Intel Denies Rumors of SSD Market Exit
Intel will stick to flash memory businesses, contrary to recent reports. We spoke to Intel contacts several days ago and they indicated that the company has no intentions of leaving the flash memory business despite reports suggesting otherwise. Intel recently announced several initiatives to enter the solid state drive (SSD) business and even made a point that it would help mass produce SSD drives to help bring prices down.
The company also invests heavily with other memory partners, such as Micron, on joint ventures in the flash business. Although in recent years, the memory business has suffered some, Intel continually shows strong investment in this sector.
Intel recently demonstrated systems running with its own SSD drives at Computex this year. What we witnessed was both speedy read and write performance, and quiet operation. The drives themselves were running relatively cool to the touch.
In terms of competition, Intel has a number of very competitive companies it’s up against. Seagate, Samsung and several other companies are vying for the SSD market. Samsung for example recently announced SATA 2 SSD drives that delivery very fast performance. According to Samsung, its new drives deliver a read speed of 200MB/sec. and 160MB/sec. write speeds — far ahead of the competition. While Intel has not shared with us yet details about the performance of its new SSD drives, Intel did indicate that due to high quality controllers and optimizations, customers can expect competitive performance. Competitive is a relative term at this point until we’re able to confirm numbers.
Intel is set to introduce drives with capacities of 160GB and 200GB. Samsung’s SATA 2 SSD drive will ship at 256GB with other offerings on the side.

it's going to take at least 6-12 months until new drives comes out and prices come down
Once solid state storage becomes popular, I can 100% guarantee that virii, trojans and other malware will be able to infect your PC, while it is otherwise OFF.
If you don't hear disk access, or see the blinking light, how would you know if your data is being accessed, or if it isn't?
http://www.fusionio.com/PDFs/FusionDataSheet.pdf
And their just a startup, not a multi-billion dollar corporation with almost 40 years in the market.
I think the next 5 years is going to really reshape computing a lot more than the last 10. CPU parallelism, optical interconnects, ray tracing, and finally solid state storage is going to have more effect that people realize. Mix that in with all the advances in the biotech industry, and it's going to be an interesting time to be a carbon based meatsack.
PS: Thats not the only thing stopping people from taking control over your computer. SSDs are no different than conventional disks in this manner, the system is either on or off. You cant start up a system with the processor powered down, no matter what the hard drive is based on. A more realistic threat, is flash memory on the motherboard and processes having access to CPU ring -1, so that even virus software wont know the virus is running your whole system as a VM. It's time to trash your motherboard then, because you could never really know if your own Hypervisor was really at -1 or if something else was just emulating it.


• [What you should do] What must be returned is the number of lines in the records holding the word "Image", with no other text.

• [Records to use]

· · · · ·

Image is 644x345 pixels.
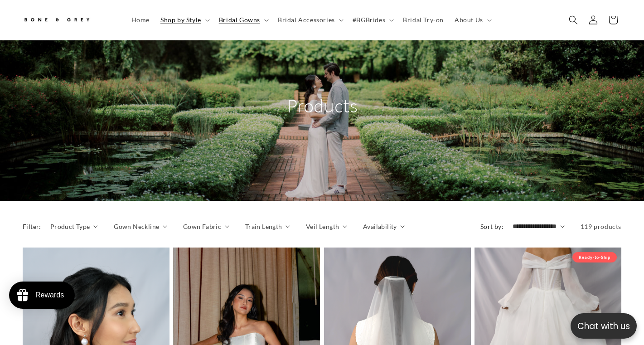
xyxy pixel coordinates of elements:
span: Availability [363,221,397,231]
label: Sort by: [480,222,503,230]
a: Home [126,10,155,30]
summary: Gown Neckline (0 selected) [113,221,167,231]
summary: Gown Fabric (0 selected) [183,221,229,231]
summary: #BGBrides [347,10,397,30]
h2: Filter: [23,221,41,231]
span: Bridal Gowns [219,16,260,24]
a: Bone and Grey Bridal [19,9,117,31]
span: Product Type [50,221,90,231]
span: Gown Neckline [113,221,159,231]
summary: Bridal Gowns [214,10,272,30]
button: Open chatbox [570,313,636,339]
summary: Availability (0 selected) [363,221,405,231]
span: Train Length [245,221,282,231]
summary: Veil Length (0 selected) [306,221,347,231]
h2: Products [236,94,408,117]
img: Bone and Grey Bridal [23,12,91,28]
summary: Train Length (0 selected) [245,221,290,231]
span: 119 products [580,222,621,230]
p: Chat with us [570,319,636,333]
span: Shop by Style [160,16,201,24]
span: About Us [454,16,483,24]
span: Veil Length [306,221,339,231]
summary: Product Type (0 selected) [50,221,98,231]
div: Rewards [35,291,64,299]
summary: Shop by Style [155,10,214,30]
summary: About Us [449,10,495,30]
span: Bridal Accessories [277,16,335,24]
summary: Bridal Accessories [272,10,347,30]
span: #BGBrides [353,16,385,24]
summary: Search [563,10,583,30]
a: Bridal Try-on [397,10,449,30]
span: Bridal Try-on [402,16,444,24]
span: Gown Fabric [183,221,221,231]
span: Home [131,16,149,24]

· · · · ·

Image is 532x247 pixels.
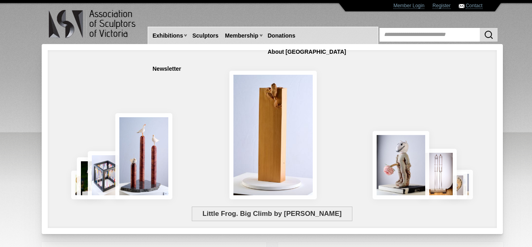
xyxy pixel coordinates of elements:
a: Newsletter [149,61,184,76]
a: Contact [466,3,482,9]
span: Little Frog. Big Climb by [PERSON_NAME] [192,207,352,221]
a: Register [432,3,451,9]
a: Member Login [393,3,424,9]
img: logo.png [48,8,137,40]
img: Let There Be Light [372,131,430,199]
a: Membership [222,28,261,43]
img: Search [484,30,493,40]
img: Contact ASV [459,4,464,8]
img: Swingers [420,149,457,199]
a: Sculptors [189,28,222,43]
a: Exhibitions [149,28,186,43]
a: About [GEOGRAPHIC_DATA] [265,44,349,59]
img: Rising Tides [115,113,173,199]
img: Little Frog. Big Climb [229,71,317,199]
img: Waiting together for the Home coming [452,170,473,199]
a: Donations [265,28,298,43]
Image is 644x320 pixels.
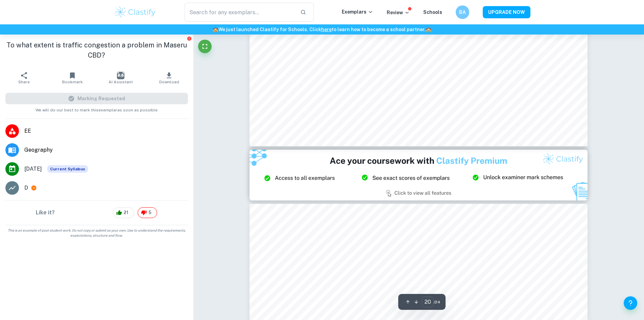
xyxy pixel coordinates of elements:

· · · · ·

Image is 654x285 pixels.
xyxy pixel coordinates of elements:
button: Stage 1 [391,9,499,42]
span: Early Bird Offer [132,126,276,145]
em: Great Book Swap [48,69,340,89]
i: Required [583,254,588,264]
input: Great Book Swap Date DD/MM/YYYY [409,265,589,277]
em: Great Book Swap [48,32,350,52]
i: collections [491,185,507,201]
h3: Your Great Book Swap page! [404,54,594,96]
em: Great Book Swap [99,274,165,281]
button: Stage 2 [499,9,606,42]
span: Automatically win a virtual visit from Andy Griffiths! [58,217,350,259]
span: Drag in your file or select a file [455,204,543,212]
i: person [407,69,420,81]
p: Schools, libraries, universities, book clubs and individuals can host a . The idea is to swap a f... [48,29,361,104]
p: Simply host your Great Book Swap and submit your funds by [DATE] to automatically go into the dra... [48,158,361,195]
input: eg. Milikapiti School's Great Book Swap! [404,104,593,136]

· · · · ·

• [Result] 4